ARTICLES
BY JOHN TAN
If you design or develop websites, you’ll find yourself working with HTML, CSS, and JavaScript.
Every language has a range of best practices and guidelines to follow, which is great if you want to standardize your end-product. However, there are a lot of other things to consider besides being standards-compliant.
While validation isn’t a complete testament to code quality, it does help to make sure that your code follows recommended standards and can show you errors in your markup, CSS, and JavaScript.
Though many users still don’t use browsers that have CSS3/HTML5 support, if implemented with progressive enhancement in mind, taking advantage of these future W3C recommended standards gives your products added value and improves the craftsmanship of your web designs.
Using the right tag for the job is essential, and search engines love semantic code. Use < p > for paragraphs, < ul > for listed items that have no ranking, < ol > for items that have a sequential relationship, < a > for hyperlinks and < button > for clickable UI components that perform an action/user task.
Whether in the form of using the Sitemaps XML protocol or including a favicon, these optional files can enhance your website. See five files that can improve your website.
If your website is content-heavy and is updated frequently (e.g. a blog or news site), having an RSS feed will be a necessary site feature for keeping your users up-to-date with fresh content. If you don’t use a CMS with this feature built-in, check out SimplePie, a PHP class for building your own RSS feed.
Graceful degradation (also known as fault-tolerance) — the notion that a system (in this case, a website) will still function under sub-optimal situations — is essential for flexible and web accessible site builds. Learn how to pragmatically apply graceful degradation when using CSS3.
While search engine optimization should not dictate your design decisions, it wouldn’t hurt to consider how your website could be more visible in search engine results. Read some SEO tips to remember when building your site and ways to improve the SEO of your web designs.
Designing a print CSS file is worth the time investment as many users still do print out web pages.
Using "dead code" such as the tag that was deprecated in W3C HTML 4 specifications as well as non-standard code such as the
IE6 isn’t going to go away completely, and if your project requires you to support IE and to use browser-specific code, use conditional comments to serve IE-specific stylesheets instead of using hacks.
This does two things: It gives you the ability to get your code to validate under W3C standards, and when you decide to stop using browser-specific code, you only need to remove the conditional comments in your site template.
Leveraging JavaScript techniques for fixing IE6 and projects such as HTML5 Boilerplate to solve deprecated-browser rendering issues could be another option, but you’ll be stuck in scenarios where the user uses an old browser with JavaScript disabled — a scenario that is not as uncommon as you might think.
This is important not only because it’s best practice, but also leads to more manageable and maintainable code.
The navigation menu is the most important part of your website. Getting it right is an integral part of an effective site information architecture.
Code bloats easily, so strip away any non-essential and repeated bits of code for more maintainable and leaner (and thus, higher performance) website builds. For HTML/CSS optimizing purposes, check out HTML Tidy and CSSTidy.
Put care and attention into your code. Lay it out so that it’s easy to read, update and manage.
These days, open source Ajax/web development frameworks such as jQuery and MooTools can speed up code-authoring and ensure fewer headaches due to cross-browser issues. If you suspect these frameworks might help, why not investigate and learn about them?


■ What this task involves
Please repeat the whole listing exactly, but leave out any picture it holds.

─── Data for review

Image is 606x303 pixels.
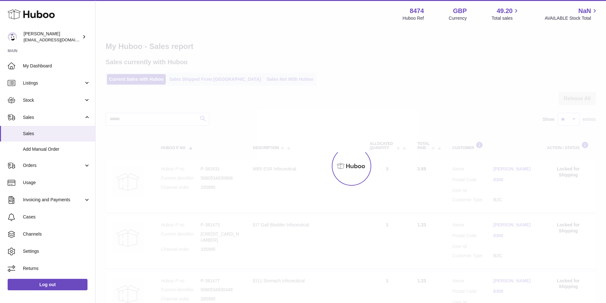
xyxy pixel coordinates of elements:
span: Orders [23,163,84,169]
span: Channels [23,231,90,237]
a: 49.20 Total sales [492,7,520,21]
span: My Dashboard [23,63,90,69]
span: Sales [23,131,90,137]
span: Usage [23,180,90,186]
div: Currency [449,15,467,21]
span: Sales [23,115,84,121]
span: Returns [23,266,90,272]
strong: 8474 [410,7,424,15]
span: Invoicing and Payments [23,197,84,203]
span: AVAILABLE Stock Total [545,15,599,21]
strong: GBP [453,7,467,15]
span: [EMAIL_ADDRESS][DOMAIN_NAME] [24,37,94,42]
a: Log out [8,279,88,291]
span: 49.20 [497,7,513,15]
span: Listings [23,80,84,86]
a: NaN AVAILABLE Stock Total [545,7,599,21]
div: Huboo Ref [403,15,424,21]
span: Cases [23,214,90,220]
span: Stock [23,97,84,103]
div: [PERSON_NAME] [24,31,81,43]
img: orders@neshealth.com [8,32,17,42]
span: Total sales [492,15,520,21]
span: NaN [579,7,591,15]
span: Add Manual Order [23,146,90,152]
span: Settings [23,249,90,255]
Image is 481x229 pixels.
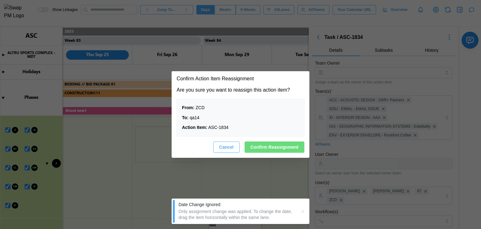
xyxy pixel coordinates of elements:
span: Cancel [219,142,234,152]
h2: Confirm Action Item Reassignment [177,76,254,81]
div: qa14 [182,114,299,121]
strong: From: [182,105,195,110]
div: Only assignment change was applied. To change the date, drag the item horizontally within the sam... [179,208,296,221]
strong: Action Item: [182,125,207,130]
div: ASC - 1834 [182,124,299,131]
strong: To: [182,115,189,120]
div: ZCD [182,104,299,111]
span: Confirm Reassignment [251,142,299,152]
div: Date Change Ignored [179,201,296,208]
div: Are you sure you want to reassign this action item? [177,86,305,94]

──────

■ Task output
Image is 606x303 pixels.
xyxy pixel coordinates of elements:
span: Orders [23,163,84,169]
span: Channels [23,231,90,237]
a: 49.20 Total sales [492,7,520,21]
span: My Dashboard [23,63,90,69]
span: Sales [23,131,90,137]
span: Usage [23,180,90,186]
div: Currency [449,15,467,21]
span: Sales [23,115,84,121]
span: Returns [23,266,90,272]
strong: 8474 [410,7,424,15]
span: Invoicing and Payments [23,197,84,203]
span: AVAILABLE Stock Total [545,15,599,21]
strong: GBP [453,7,467,15]
span: [EMAIL_ADDRESS][DOMAIN_NAME] [24,37,94,42]
a: Log out [8,279,88,291]
span: 49.20 [497,7,513,15]
span: Listings [23,80,84,86]
a: NaN AVAILABLE Stock Total [545,7,599,21]
div: Huboo Ref [403,15,424,21]
span: Cases [23,214,90,220]
span: Stock [23,97,84,103]
div: [PERSON_NAME] [24,31,81,43]
img: orders@neshealth.com [8,32,17,42]
span: Total sales [492,15,520,21]
span: NaN [579,7,591,15]
span: Add Manual Order [23,146,90,152]
span: Settings [23,249,90,255]
Image is 481x229 pixels.
xyxy pixel coordinates of elements:
span: Cancel [219,142,234,152]
h2: Confirm Action Item Reassignment [177,76,254,81]
div: qa14 [182,114,299,121]
strong: From: [182,105,195,110]
div: Only assignment change was applied. To change the date, drag the item horizontally within the sam... [179,208,296,221]
strong: Action Item: [182,125,207,130]
div: ASC - 1834 [182,124,299,131]
strong: To: [182,115,189,120]
div: ZCD [182,104,299,111]
span: Confirm Reassignment [251,142,299,152]
div: Date Change Ignored [179,201,296,208]
div: Are you sure you want to reassign this action item? [177,86,305,94]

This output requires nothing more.